By Beverly Churchill
Alaska Move to Amend 

The origins of corporate "Constitutional Rights"

 

May 1, 2022 | View PDF



May 10 is the 136th anniversary of the decision of the U.S. Supreme Court in the case of Santa Clara County vs. Southern Pacific Railroad Corp., 118 U.S. 394 (1886). This decision of the U.S. Supreme Court was purported to state that corporations (as opposed to natural persons) have constitutional rights under the 14th Amendment. The court did not actually decide this; the court reporter—a former railroad attorney—misrepresented the substance of the decision when he wrote the published headnotes.

The case nevertheless led to a long line of cases that further expanded the Constitutional rights of corporations, leading up to the 2010 case of Citizens United vs. the Federal Elections Commission, in which the court held that corporations have a constitutional right to spend unlimited amounts of money to influence elections.

The rights enshrined in the Constitution derive from the framers’ concept of the natural and inalienable rights of man. Such rights are foundational, prior to and superior to the authorities of government.

Corporations as we understand them today didn’t exist at the time the Constitution was framed. The framers, who had recently fought against the royally-chartered British East India Company (remember the Boston Tea Party?) surely had no intent to include corporations in their definitions of the rights of “people”. Unlike human people, corporations are creatures of statutory law, or artificial “persons”. The scope of corporate powers, authorities, privileges and obligations derive from statute and must remain subordinate to the authorities of the governing bodies that created them.

While it is entirely appropriate for courts to extend common law to address the scope of corporate privileges and obligations and define proper relations under the law between corporations, people and governments, it is not appropriate for them to invoke constitutional rights as the basis for their reasoning. Constitutional rights upset the proper hierarchical balance of power between corporations, governments and the people who reign supreme.

We the people can overturn the ruling of the five-justice majority by enacting a U.S. Constitutional Amendment clarifying that only human beings are entitled to constitutional rights. Further, the amendment should clarify that money is not speech, and therefore regulating political contributions and spending is not equivalent to limiting political speech.

If we succeed in passing such an amendment, the next step would be to convene a process to write a model statute that would translate the body of common law regarding corporate standing, rights, obligations and privileges into duly deliberated statutory law. The nuts and bolts of the process can be worked on, but it is up to the people to demand that it happen.

Beverly Churchill is a member of Alaska Move to Amend, whose mission includes educating Alaskans on constitutional issues regarding personhood and money as a form of free speech.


When you reach the line containing "You are a GUI" in the records below, start copying exactly, and stop once you have copied the line containing "Task: Click on".

##### RECORDED INFORMATION

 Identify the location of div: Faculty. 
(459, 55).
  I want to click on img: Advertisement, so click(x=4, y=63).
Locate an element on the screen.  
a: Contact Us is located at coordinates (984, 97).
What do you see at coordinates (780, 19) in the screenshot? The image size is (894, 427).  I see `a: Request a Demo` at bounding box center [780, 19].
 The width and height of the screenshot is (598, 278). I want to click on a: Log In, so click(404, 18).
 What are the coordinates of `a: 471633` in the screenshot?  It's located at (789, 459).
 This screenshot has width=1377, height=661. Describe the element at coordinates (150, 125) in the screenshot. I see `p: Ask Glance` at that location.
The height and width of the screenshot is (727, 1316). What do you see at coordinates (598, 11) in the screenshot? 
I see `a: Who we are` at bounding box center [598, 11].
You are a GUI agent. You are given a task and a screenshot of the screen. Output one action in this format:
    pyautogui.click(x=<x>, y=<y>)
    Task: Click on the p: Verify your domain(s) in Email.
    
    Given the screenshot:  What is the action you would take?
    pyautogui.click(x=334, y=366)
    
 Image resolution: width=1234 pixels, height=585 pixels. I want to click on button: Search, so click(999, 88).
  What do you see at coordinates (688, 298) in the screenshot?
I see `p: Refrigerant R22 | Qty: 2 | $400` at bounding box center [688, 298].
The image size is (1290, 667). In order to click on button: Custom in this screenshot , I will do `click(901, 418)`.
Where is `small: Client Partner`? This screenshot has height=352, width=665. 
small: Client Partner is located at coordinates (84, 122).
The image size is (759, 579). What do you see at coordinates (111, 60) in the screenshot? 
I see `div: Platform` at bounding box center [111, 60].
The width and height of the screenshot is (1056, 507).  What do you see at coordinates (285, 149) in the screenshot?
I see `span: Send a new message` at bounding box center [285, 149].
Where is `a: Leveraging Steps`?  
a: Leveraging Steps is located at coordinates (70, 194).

##########

RESULT BELOW
You are a GUI agent. You are given a task and a screenshot of the screen. Output one action in this format:
    pyautogui.click(x=<x>, y=<y>)
    Task: Click on the p: Verify your domain(s) in Email.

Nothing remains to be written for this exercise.